Back in the day when Steven Seagal was in decent shape, made commercially successful movies, and the details of his personal life didn’t overshadow his popularity, people were enthusiastic about his style of aikido.
One could easily say that Seagal was largely responsible for the aikido boom of the 1990’s. Many people got into aikido because of what they saw Seagal doing in his movies.
I wasn’t one of those people.
However, I did appreciate his highly practical approach and, as a law enforcement officer, needed techniques applicable to the human conflict I dealt with every day. What Seagal demonstrated in his earlier movies aligned with what he actually taught in his dojo, both in Japan and the US, and his aikido rankings legitimately come from the Aikikai World Headquarters in Tokyo.
1997 is what I call my ‘year of awakening’ in aikido. I attended some major seminars that helped me make sense of the art and my approach to training.
The month was April. The location was the Santa Barbara Zoological Gardens in California. Four days and no mats. We trained in a grass field. The weather was perfect. Overlooking the ocean on one side and a view of the mountains on the other.
I was aware of the cameras floating around Seagal Sensei as he demonstrated technique and interacted with the students, yet it didn’t really occur to me at the time that the footage would wind up in a documentary.
Or that I would be in the movie.
You see, I was in the documentary serving as Seagal’s demonstration partner, or ‘uke’ in Japanese, as he explains some of the details of a finger-grab wrist lock.
The documentary is out on YouTube and Vimeo. I’ve also got it embedded on Everyday Samurai Life.
Total time on screen: 14 seconds.
Good times.
Yet things are not so good for Steven Seagal these days. He’s being fined over $330,000 by the regulatory bureaucrats of the Securities and Exchange Commission (SEC).
The crime? Exercising his right to free speech.
The SEC cooked up a new regulation, by themselves, to classify crypto-currencies as a security and then penalize people who say or write things about them without adding a legal disclaimer.
The SEC is a legacy of FDR’s Constitution-shredding New Deal brand of fascism that is still festering on the body public. These are the same programs that seized privately held gold, put Americans of Japanese descent into concentration camps, and corrupted power into the hands of the general government like no other modern president.
FDR put free speech in the crosshairs and it’s been under constant threat ever since. In his 1941 ‘Four Freedoms’ address, FDR claimed the right to use “the sovereignty of government to save government” from anyone who doesn’t give “full cooperation” to whatever hair-brained schemes the politicians and bureaucrats came up with.
How did a nation, based on consent, of the people, by the people, and for the people, get turned into government power wielded for the sake of government?
We The People have forgotten that government is a means and not an end. The Declaration of Independence makes it clear: governments are instituted with the consent of the governed to secure inalienable rights, including life, liberty, and the pursuit of happiness.
It’s easy to see how people can get hypnotized by mass media, public schooling, and political fanfare into forgetting the purpose of government, as well as just how far things have strayed from Constitutional order.
Yet awakening to the truth is possible.
Awareness is the key in martial arts as well as political economy. Awareness is also the key to living a more successful and happy life.
Gaining awareness is easier when guided by those who have credible expertise. That is why we show respect to those who have ‘come before’ with the honorific title of sensei.
To see Seagal Sensei’s aikido in action, and a short cameo by yours truly, in addition to learning more about his SEC troubles, check out this article:
P.S. If you want to learn the politics, economics, and history outside the government approved propaganda go to the Liberty Dojo.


TASK STATEMENT
Only the lines from the one with "UI element localization: list" through the final line below belong in the answer, copied exactly and without pictures.

DATASET RECORDS
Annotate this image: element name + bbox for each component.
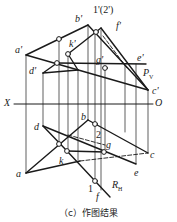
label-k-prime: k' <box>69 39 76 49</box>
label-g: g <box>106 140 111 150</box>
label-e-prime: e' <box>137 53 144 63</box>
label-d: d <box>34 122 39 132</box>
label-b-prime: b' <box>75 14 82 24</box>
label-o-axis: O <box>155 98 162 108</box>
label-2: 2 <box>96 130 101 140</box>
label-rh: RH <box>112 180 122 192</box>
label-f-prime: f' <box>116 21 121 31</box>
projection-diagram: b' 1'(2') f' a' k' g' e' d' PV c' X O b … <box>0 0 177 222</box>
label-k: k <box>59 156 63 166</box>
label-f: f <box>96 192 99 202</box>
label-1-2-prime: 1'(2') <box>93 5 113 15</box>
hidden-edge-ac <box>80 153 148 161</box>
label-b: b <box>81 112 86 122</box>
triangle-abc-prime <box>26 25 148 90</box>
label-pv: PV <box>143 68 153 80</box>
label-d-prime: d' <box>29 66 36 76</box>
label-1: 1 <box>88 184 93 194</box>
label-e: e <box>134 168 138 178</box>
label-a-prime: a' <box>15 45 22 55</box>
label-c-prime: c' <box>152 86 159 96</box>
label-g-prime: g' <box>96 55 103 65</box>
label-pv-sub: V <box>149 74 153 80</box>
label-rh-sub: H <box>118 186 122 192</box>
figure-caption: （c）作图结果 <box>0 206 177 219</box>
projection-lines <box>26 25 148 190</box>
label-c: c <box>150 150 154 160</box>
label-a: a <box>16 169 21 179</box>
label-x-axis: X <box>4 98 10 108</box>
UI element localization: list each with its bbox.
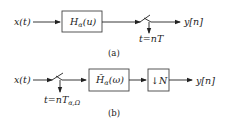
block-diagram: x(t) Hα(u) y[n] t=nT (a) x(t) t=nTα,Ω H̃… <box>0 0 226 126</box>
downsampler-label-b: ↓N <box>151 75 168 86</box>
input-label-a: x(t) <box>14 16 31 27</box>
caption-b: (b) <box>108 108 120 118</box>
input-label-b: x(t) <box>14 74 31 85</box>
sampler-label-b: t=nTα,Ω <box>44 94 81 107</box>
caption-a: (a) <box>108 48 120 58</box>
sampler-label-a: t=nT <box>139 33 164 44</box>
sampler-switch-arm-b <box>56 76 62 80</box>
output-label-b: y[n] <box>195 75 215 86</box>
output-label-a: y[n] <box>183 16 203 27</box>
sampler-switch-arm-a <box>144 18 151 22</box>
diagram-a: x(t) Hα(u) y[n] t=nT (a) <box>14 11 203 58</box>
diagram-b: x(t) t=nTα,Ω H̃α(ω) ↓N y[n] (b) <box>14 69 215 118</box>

YOUR RESPONSE
UI element localization: list each with its bbox.
block-diagram: x(t) Hα(u) y[n] t=nT (a) x(t) t=nTα,Ω H̃… <box>0 0 226 126</box>
downsampler-label-b: ↓N <box>151 75 168 86</box>
input-label-a: x(t) <box>14 16 31 27</box>
caption-b: (b) <box>108 108 120 118</box>
input-label-b: x(t) <box>14 74 31 85</box>
sampler-label-b: t=nTα,Ω <box>44 94 81 107</box>
caption-a: (a) <box>108 48 120 58</box>
sampler-label-a: t=nT <box>139 33 164 44</box>
sampler-switch-arm-b <box>56 76 62 80</box>
output-label-b: y[n] <box>195 75 215 86</box>
output-label-a: y[n] <box>183 16 203 27</box>
sampler-switch-arm-a <box>144 18 151 22</box>
diagram-a: x(t) Hα(u) y[n] t=nT (a) <box>14 11 203 58</box>
diagram-b: x(t) t=nTα,Ω H̃α(ω) ↓N y[n] (b) <box>14 69 215 118</box>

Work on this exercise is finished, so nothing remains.